OER Collections In higher education today, there is virtually no reason to create from scratch the instructional materials for your course. Thanks to the internet, flexible licensing, and the collaborative and collegial nature of faculty, there are endless resources available to you that are free and available for use.

The OERs you will find at the repositories linked below are either in the or have an open license so anyone can legally copy, adapt and share them. Specific resources range from entire to course outlines and syllabi, lecture notes, assignments, project ideas, video, simulations, and more.

 MERLOT offers discipline-specific materials in 19 resource categories to be easily searched and bookmarked.
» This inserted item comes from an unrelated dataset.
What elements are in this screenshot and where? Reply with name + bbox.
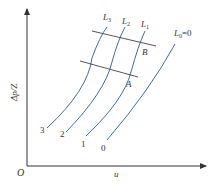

 With OER Commons you can search and browse resource collections such as full courses, interactive mini-lessons, open textbooks, worksheets, and more.

 OASIS is a helpful OER search engine created and managed by the State University of New York.

 Created by the Regents of the University of Michigan, Open Michigan enables faculty outside the University of Michigan campus to access the products of its faculty's research, teaching, and creative work. These resources are searchable by subject, then by course.

 MIT OpenCourseware is a long-standing and well-known searchable repository of openly licensed MIT teaching materials.

 Florida's Orange Grove contains OER resources for higher education. Use the search instructions on each page to help you craft an effective search within their tool.

While most of the collections listed above include full versions of textbooks, here are other sites that house options more directly:

 OpenStax from Rice University is a free e-textbook provider, with affordable print options available for students on Amazon and through the college bookstore.

 Free textbooks from the Open Textbook Library are reviewed by higher education faculty to assure their quality.

 Lumen Learning offers full courses that can be adopted and integrated into Blackboard, but short of that, open textbooks adopted for the full course are listed within course information.

 Project Gutenberg is an ongoing effort to make available digitally all works that exist in the public domain, currently housing more than 57,000 free e-books.